Write out every record in full, keeping each character exactly as it is.
(DATA IN THIS EXERCISE begins)
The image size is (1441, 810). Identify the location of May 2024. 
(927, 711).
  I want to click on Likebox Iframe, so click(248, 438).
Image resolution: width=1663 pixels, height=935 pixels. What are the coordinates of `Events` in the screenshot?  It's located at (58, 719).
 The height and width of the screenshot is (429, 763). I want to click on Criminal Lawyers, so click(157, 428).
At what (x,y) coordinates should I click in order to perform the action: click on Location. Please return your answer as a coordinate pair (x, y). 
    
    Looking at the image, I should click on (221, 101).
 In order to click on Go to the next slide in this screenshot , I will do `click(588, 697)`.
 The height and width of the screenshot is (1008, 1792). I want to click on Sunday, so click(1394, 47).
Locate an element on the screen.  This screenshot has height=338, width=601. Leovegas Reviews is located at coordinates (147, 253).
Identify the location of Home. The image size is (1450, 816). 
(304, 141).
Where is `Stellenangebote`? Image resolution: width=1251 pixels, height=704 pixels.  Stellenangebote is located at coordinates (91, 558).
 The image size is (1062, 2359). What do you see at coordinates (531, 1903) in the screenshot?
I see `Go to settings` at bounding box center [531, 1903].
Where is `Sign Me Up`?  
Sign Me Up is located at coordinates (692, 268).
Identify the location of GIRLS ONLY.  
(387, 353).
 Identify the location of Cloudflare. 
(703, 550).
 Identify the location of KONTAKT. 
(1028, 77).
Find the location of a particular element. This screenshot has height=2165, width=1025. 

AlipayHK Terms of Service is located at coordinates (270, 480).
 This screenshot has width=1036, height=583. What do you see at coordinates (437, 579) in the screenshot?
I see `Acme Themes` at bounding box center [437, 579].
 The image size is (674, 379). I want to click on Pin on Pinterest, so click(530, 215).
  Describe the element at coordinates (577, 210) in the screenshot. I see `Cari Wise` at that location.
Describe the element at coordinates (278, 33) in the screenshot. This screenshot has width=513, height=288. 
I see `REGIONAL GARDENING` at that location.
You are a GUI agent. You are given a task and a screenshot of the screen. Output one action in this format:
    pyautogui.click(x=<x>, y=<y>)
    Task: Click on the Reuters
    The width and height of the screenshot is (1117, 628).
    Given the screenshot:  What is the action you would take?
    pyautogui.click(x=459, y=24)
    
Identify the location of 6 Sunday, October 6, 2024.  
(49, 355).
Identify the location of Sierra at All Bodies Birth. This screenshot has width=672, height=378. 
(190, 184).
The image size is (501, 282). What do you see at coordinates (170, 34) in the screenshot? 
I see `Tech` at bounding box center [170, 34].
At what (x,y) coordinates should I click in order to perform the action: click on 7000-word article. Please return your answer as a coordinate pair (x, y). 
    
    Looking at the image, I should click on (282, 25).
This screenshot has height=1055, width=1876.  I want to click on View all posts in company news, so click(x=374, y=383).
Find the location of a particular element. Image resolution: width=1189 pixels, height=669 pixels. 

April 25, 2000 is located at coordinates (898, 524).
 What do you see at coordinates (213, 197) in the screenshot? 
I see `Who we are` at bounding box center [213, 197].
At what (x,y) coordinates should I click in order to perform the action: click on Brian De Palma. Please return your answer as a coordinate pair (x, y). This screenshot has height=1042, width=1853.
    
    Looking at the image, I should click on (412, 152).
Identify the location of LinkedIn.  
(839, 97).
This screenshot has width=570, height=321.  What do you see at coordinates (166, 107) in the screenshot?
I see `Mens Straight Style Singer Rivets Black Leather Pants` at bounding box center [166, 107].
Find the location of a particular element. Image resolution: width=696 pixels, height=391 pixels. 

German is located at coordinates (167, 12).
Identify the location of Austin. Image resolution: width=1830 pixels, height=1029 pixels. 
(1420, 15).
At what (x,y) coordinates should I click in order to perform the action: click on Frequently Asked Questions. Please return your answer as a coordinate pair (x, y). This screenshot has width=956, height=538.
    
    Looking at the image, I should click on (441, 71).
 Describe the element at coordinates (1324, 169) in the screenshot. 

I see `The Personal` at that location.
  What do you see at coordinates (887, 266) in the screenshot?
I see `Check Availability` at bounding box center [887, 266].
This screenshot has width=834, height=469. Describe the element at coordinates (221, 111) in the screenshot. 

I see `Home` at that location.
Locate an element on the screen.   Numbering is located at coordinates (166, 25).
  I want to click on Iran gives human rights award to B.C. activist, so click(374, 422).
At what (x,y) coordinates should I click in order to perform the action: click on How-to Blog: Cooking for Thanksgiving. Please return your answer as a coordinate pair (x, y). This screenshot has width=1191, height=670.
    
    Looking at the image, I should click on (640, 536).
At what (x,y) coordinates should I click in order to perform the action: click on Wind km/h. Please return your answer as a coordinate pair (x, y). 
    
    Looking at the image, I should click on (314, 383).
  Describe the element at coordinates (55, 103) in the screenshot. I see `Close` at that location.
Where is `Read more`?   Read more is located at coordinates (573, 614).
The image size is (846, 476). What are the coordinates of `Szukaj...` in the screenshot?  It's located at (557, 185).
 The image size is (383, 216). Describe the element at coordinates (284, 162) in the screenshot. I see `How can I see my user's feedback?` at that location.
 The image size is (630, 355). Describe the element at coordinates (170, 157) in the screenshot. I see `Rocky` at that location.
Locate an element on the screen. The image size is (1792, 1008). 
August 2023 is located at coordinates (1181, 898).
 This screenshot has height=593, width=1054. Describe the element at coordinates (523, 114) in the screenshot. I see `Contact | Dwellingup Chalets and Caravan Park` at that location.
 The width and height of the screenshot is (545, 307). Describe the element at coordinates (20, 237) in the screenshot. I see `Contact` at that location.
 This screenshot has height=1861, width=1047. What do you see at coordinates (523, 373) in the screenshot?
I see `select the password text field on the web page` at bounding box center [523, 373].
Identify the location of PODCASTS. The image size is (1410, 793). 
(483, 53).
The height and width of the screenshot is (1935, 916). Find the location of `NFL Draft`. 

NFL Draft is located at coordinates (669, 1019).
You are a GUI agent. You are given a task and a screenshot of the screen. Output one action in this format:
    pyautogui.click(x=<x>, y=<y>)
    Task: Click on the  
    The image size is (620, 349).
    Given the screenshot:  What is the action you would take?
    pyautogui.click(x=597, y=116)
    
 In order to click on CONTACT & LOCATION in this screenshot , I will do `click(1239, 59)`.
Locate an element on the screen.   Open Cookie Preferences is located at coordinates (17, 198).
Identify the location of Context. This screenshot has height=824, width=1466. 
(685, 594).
(DATA IN THIS EXERCISE ends)
▶ **OUTPUT OF THE TASK**:
The image size is (1441, 810). Identify the location of May 2024. 
(927, 711).
  I want to click on Likebox Iframe, so click(248, 438).
Image resolution: width=1663 pixels, height=935 pixels. What are the coordinates of `Events` in the screenshot?  It's located at (58, 719).
 The height and width of the screenshot is (429, 763). I want to click on Criminal Lawyers, so click(157, 428).
At what (x,y) coordinates should I click in order to perform the action: click on Location. Please return your answer as a coordinate pair (x, y). 
    
    Looking at the image, I should click on (221, 101).
 In order to click on Go to the next slide in this screenshot , I will do `click(588, 697)`.
 The height and width of the screenshot is (1008, 1792). I want to click on Sunday, so click(1394, 47).
Locate an element on the screen.  This screenshot has height=338, width=601. Leovegas Reviews is located at coordinates (147, 253).
Identify the location of Home. The image size is (1450, 816). 
(304, 141).
Where is `Stellenangebote`? Image resolution: width=1251 pixels, height=704 pixels.  Stellenangebote is located at coordinates (91, 558).
 The image size is (1062, 2359). What do you see at coordinates (531, 1903) in the screenshot?
I see `Go to settings` at bounding box center [531, 1903].
Where is `Sign Me Up`?  
Sign Me Up is located at coordinates (692, 268).
Identify the location of GIRLS ONLY.  
(387, 353).
 Identify the location of Cloudflare. 
(703, 550).
 Identify the location of KONTAKT. 
(1028, 77).
Find the location of a particular element. This screenshot has height=2165, width=1025. 

AlipayHK Terms of Service is located at coordinates (270, 480).
 This screenshot has width=1036, height=583. What do you see at coordinates (437, 579) in the screenshot?
I see `Acme Themes` at bounding box center [437, 579].
 The image size is (674, 379). I want to click on Pin on Pinterest, so click(530, 215).
  Describe the element at coordinates (577, 210) in the screenshot. I see `Cari Wise` at that location.
Describe the element at coordinates (278, 33) in the screenshot. This screenshot has width=513, height=288. 
I see `REGIONAL GARDENING` at that location.
You are a GUI agent. You are given a task and a screenshot of the screen. Output one action in this format:
    pyautogui.click(x=<x>, y=<y>)
    Task: Click on the Reuters
    The width and height of the screenshot is (1117, 628).
    Given the screenshot:  What is the action you would take?
    pyautogui.click(x=459, y=24)
    
Identify the location of 6 Sunday, October 6, 2024.  
(49, 355).
Identify the location of Sierra at All Bodies Birth. This screenshot has width=672, height=378. 
(190, 184).
The image size is (501, 282). What do you see at coordinates (170, 34) in the screenshot? 
I see `Tech` at bounding box center [170, 34].
At what (x,y) coordinates should I click in order to perform the action: click on 7000-word article. Please return your answer as a coordinate pair (x, y). 
    
    Looking at the image, I should click on (282, 25).
This screenshot has height=1055, width=1876.  I want to click on View all posts in company news, so click(x=374, y=383).
Find the location of a particular element. Image resolution: width=1189 pixels, height=669 pixels. 

April 25, 2000 is located at coordinates (898, 524).
 What do you see at coordinates (213, 197) in the screenshot? 
I see `Who we are` at bounding box center [213, 197].
At what (x,y) coordinates should I click in order to perform the action: click on Brian De Palma. Please return your answer as a coordinate pair (x, y). This screenshot has height=1042, width=1853.
    
    Looking at the image, I should click on (412, 152).
Identify the location of LinkedIn.  
(839, 97).
This screenshot has width=570, height=321.  What do you see at coordinates (166, 107) in the screenshot?
I see `Mens Straight Style Singer Rivets Black Leather Pants` at bounding box center [166, 107].
Find the location of a particular element. Image resolution: width=696 pixels, height=391 pixels. 

German is located at coordinates (167, 12).
Identify the location of Austin. Image resolution: width=1830 pixels, height=1029 pixels. 
(1420, 15).
At what (x,y) coordinates should I click in order to perform the action: click on Frequently Asked Questions. Please return your answer as a coordinate pair (x, y). This screenshot has width=956, height=538.
    
    Looking at the image, I should click on (441, 71).
 Describe the element at coordinates (1324, 169) in the screenshot. 

I see `The Personal` at that location.
  What do you see at coordinates (887, 266) in the screenshot?
I see `Check Availability` at bounding box center [887, 266].
This screenshot has width=834, height=469. Describe the element at coordinates (221, 111) in the screenshot. 

I see `Home` at that location.
Locate an element on the screen.   Numbering is located at coordinates (166, 25).
  I want to click on Iran gives human rights award to B.C. activist, so click(374, 422).
At what (x,y) coordinates should I click in order to perform the action: click on How-to Blog: Cooking for Thanksgiving. Please return your answer as a coordinate pair (x, y). This screenshot has width=1191, height=670.
    
    Looking at the image, I should click on (640, 536).
At what (x,y) coordinates should I click in order to perform the action: click on Wind km/h. Please return your answer as a coordinate pair (x, y). 
    
    Looking at the image, I should click on (314, 383).
  Describe the element at coordinates (55, 103) in the screenshot. I see `Close` at that location.
Where is `Read more`?   Read more is located at coordinates (573, 614).
The image size is (846, 476). What are the coordinates of `Szukaj...` in the screenshot?  It's located at (557, 185).
 The image size is (383, 216). Describe the element at coordinates (284, 162) in the screenshot. I see `How can I see my user's feedback?` at that location.
 The image size is (630, 355). Describe the element at coordinates (170, 157) in the screenshot. I see `Rocky` at that location.
Locate an element on the screen. The image size is (1792, 1008). 
August 2023 is located at coordinates (1181, 898).
 This screenshot has height=593, width=1054. Describe the element at coordinates (523, 114) in the screenshot. I see `Contact | Dwellingup Chalets and Caravan Park` at that location.
 The width and height of the screenshot is (545, 307). Describe the element at coordinates (20, 237) in the screenshot. I see `Contact` at that location.
 This screenshot has height=1861, width=1047. What do you see at coordinates (523, 373) in the screenshot?
I see `select the password text field on the web page` at bounding box center [523, 373].
Identify the location of PODCASTS. The image size is (1410, 793). 
(483, 53).
The height and width of the screenshot is (1935, 916). Find the location of `NFL Draft`. 

NFL Draft is located at coordinates (669, 1019).
You are a GUI agent. You are given a task and a screenshot of the screen. Output one action in this format:
    pyautogui.click(x=<x>, y=<y>)
    Task: Click on the  
    The image size is (620, 349).
    Given the screenshot:  What is the action you would take?
    pyautogui.click(x=597, y=116)
    
 In order to click on CONTACT & LOCATION in this screenshot , I will do `click(1239, 59)`.
Locate an element on the screen.   Open Cookie Preferences is located at coordinates (17, 198).
Identify the location of Context. This screenshot has height=824, width=1466. 
(685, 594).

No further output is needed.